European Corridors as Carriers of Dynamic Agglomeration Externalities?
Patrick Witte,
Frank Oort,
Bart Wiegmans and
Tejo Spit
European Planning Studies, 2014, vol. 22, issue 11, 2326-2350
Abstract:
Transport corridors are viewed as a promising way forward in European Union (EU) transport policy, assumed to contribute positively to regional economic development. However, the validity of this assumption is not evident. The aim of this paper is to empirically test whether agglomeration economies in European transport corridor regions are positively related to indicators of regional economic development compared to regions outside the scope of corridors. The results build on the notion that the type of agglomeration economy in combination with the structure of the economy matters for prospects of structural economic growth in different regions. In this way, the analysis not only contributes to enhancing the empirical scrutiny of the corridor concept in EU transport policy, but also provides new insights into how corridors contribute to regional economic growth. We find only limited evidence for a corridor effect across European regions on productivity and employment growth externalities. Instead, we find a large degree of spatial heterogeneity interacting with corridors-a heterogeneity that has been little recognized in EU policies. We suggest that recent attention to place-based development strategies may accord well with the kinds of agglomeration effects related to corridor development observed in this study.
Date: 2014
References: View complete reference list from CitEc
Citations:
Downloads: (external link)
http://hdl.handle.net/10.1080/09654313.2013.837153 (text/html)
Access to full text is restricted to subscribers.
Related works:
This item may be available elsewhere in EconPapers: Search for items with the same title.
Export reference: BibTeX
RIS (EndNote, ProCite, RefMan)
HTML/Text
Persistent link: https://EconPapers.repec.org/RePEc:taf:eurpls:v:22:y:2014:i:11:p:2326-2350
Ordering information: This journal article can be ordered from
http://www.tandfonline.com/pricing/journal/CEPS20
DOI: 10.1080/09654313.2013.837153
Access Statistics for this article
European Planning Studies is currently edited by Philip Cooke and Louis Albrechts
More articles in European Planning Studies from Taylor & Francis Journals
Bibliographic data for series maintained by Chris Longhurst ().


* **WHAT THE EXERCISE ASKS**
Scan the data for "edge" and copy the lines it appears in.

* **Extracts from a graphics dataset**
╔══

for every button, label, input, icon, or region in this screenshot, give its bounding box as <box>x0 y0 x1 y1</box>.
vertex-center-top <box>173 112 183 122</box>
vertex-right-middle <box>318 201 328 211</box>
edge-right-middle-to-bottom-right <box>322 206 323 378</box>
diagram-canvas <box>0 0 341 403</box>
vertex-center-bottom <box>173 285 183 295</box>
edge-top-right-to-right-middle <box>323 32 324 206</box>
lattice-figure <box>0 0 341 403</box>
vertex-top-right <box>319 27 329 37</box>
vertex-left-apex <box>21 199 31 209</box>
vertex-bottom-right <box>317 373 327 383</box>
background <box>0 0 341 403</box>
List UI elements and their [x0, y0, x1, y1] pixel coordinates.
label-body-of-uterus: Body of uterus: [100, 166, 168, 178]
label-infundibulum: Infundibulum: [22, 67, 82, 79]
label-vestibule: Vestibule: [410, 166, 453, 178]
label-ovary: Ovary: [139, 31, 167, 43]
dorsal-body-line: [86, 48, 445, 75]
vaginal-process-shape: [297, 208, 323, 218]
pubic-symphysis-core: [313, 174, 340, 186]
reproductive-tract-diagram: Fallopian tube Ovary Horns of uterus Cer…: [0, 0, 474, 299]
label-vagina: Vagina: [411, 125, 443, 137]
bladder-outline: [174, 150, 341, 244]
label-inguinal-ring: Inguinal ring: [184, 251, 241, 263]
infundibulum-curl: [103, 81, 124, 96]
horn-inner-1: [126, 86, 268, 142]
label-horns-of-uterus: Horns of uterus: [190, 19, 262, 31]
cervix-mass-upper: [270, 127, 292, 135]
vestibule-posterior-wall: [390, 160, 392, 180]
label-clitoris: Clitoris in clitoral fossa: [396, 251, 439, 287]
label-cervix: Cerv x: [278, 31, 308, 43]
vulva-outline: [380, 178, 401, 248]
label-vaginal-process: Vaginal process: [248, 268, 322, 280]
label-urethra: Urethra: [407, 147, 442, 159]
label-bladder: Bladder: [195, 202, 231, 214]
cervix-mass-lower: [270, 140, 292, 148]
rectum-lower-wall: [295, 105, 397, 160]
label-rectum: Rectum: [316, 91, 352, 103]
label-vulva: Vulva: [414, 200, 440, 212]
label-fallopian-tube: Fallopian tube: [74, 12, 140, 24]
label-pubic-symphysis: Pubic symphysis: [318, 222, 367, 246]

╚══

* **TASK OUTPUT**
edge-right-middle-to-bottom-right <box>322 206 323 378</box>
edge-top-right-to-right-middle <box>323 32 324 206</box>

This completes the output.